Windows Internet Apps
VDownloader v5.0.4016
Microsoft Stream v2023
Chromium v148.0.7778.168
FastPeopleSearch v2023
WinSCP v6.5.6
PuTTY v0.83
SEO PowerSuite v75.2
Yandex Browser v26.4.1.1026
SecureCRT v9.7.2
qBittorrent v5.2.0
TeraBox v2024
Bearshare v2023
Camfrog Video Chat v6.22 Build 685
Foxmail v7.2.9 Build 156
SRWare Iron v74.0.3850.0
Firefox (Quantum) v67.0 Developer Edition Beta 1 (Quantum)
Google Translate for PC v2022
Google Earth v7.3.7.1155
CuteFTP v9.4.0
SlimBrowser v18.0.0.0
Rank Tracker v8.51
Hamachi v4.1.16174
Dropbox v248.4.3576
PrivateVPN v2023
About Internet
The Internet category is a broad one, gathering the software that sits between your computer and the network: email clients, site-building tools, server programs, transfer utilities, and connection helpers. Because it casts such a wide net, it pays to know which sub-job you are after before browsing it.
Email clients are one steady part of the group. A desktop client keeps mail on your own machine, works across several accounts at once, and stays usable offline — a different model from reading everything in a browser tab. People who handle a lot of mail, or who want a local archive, tend to prefer one.
Another part is tooling for people who run things online: site software, server applications, and utilities for managing remote hosts. These assume some technical background and are not aimed at casual use. Alongside them sit network helpers — connection tools, privacy utilities, and diagnostic programs for when something on the network misbehaves.
Because the category is so mixed, no single piece of advice fits all of it. The useful question is what you are connecting to and why: sending mail, publishing a site, moving files to a server, or shaping your own connection. Once that is clear, the narrower categories — communication, FTP clients, VPN, web browsers — often hold a closer match than this general one.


Brief
Set down, please, the line that contains "Find the location" and every line that follows it to the end of the records, exactly; do not include pictures.

Dataset records
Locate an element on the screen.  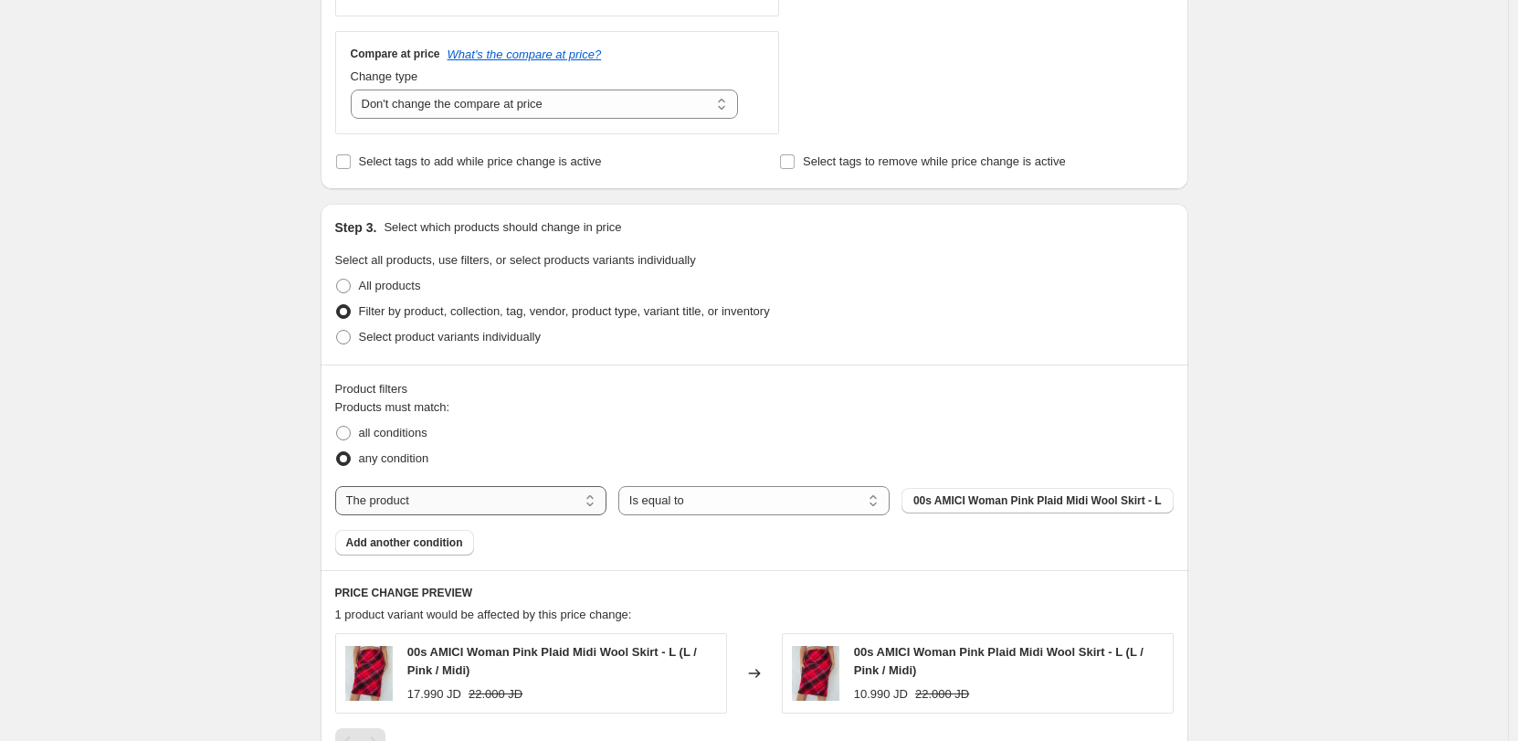
p: Select which products should change in price is located at coordinates (502, 227).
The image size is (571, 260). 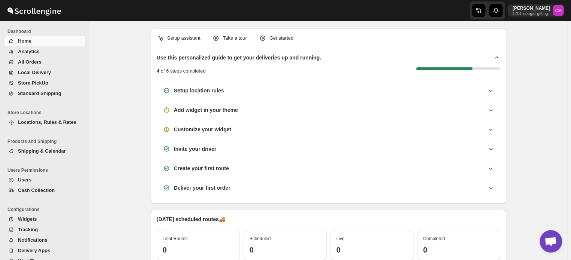 I want to click on span: Completed, so click(x=434, y=239).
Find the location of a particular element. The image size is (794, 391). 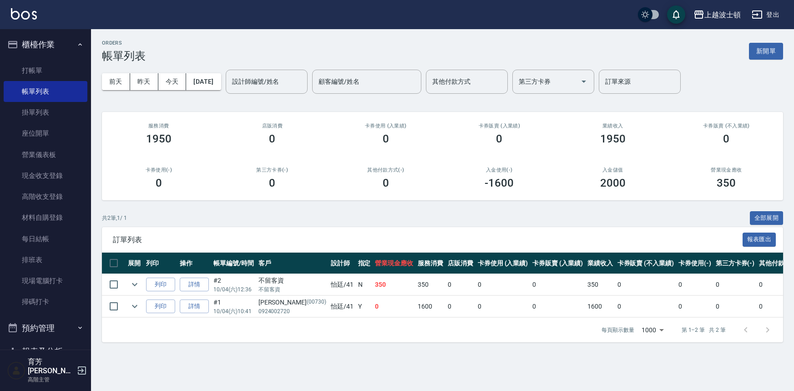

p: 不留客資 is located at coordinates (292, 289).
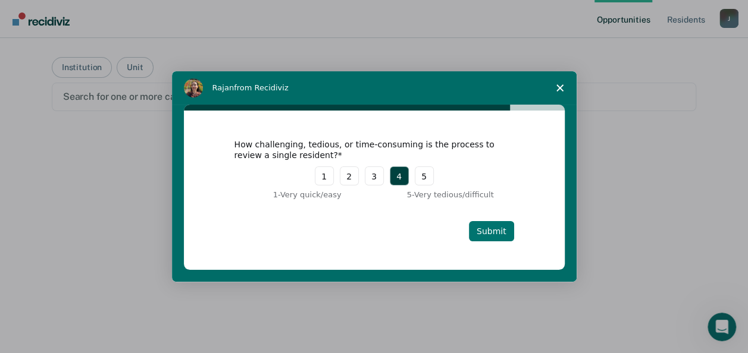 The image size is (748, 353). Describe the element at coordinates (349, 176) in the screenshot. I see `button: 2` at that location.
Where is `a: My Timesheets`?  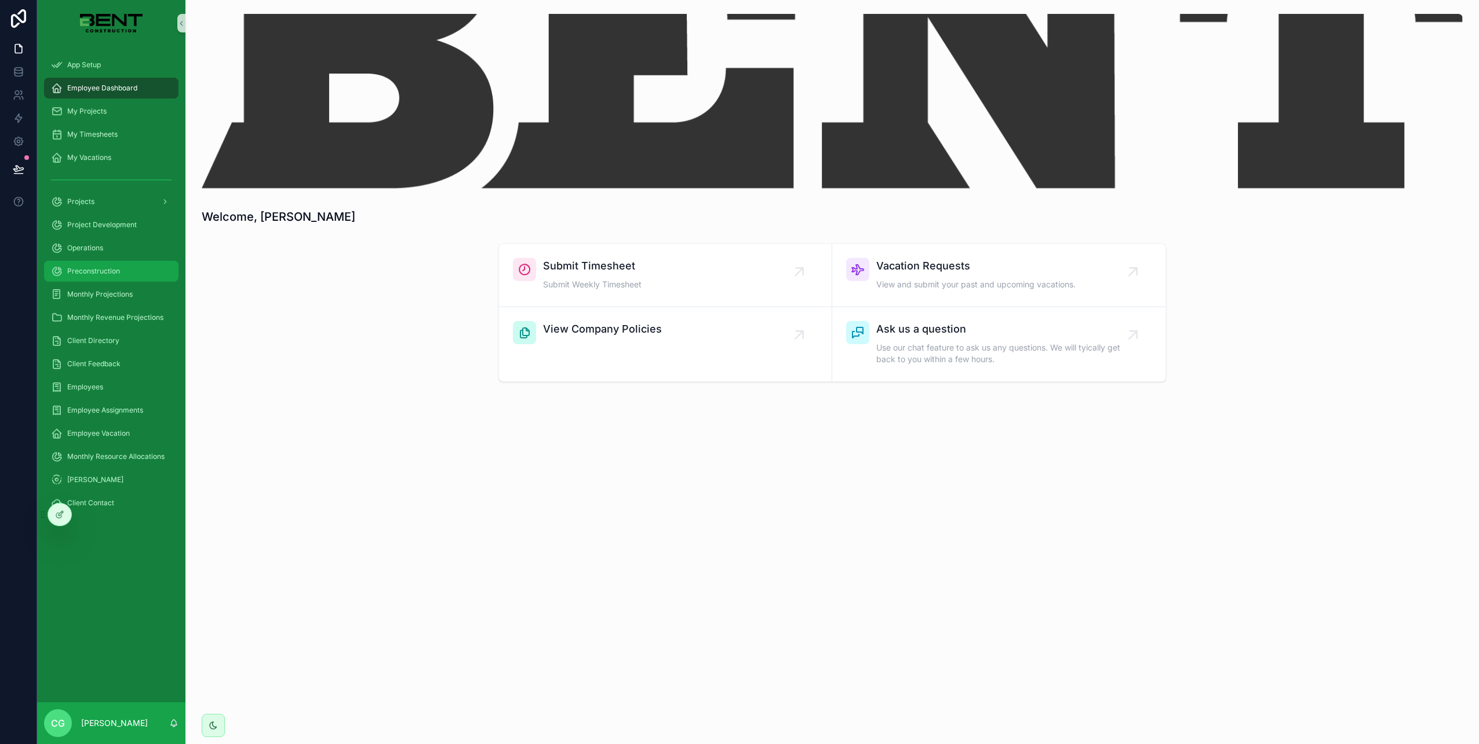
a: My Timesheets is located at coordinates (111, 134).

Exercise response
Find the location of a particular element. The image size is (794, 391). 

p: 不留客資 is located at coordinates (292, 289).
 The image size is (748, 353). Describe the element at coordinates (349, 176) in the screenshot. I see `button: 2` at that location.
Where is `a: My Timesheets`?  
a: My Timesheets is located at coordinates (111, 134).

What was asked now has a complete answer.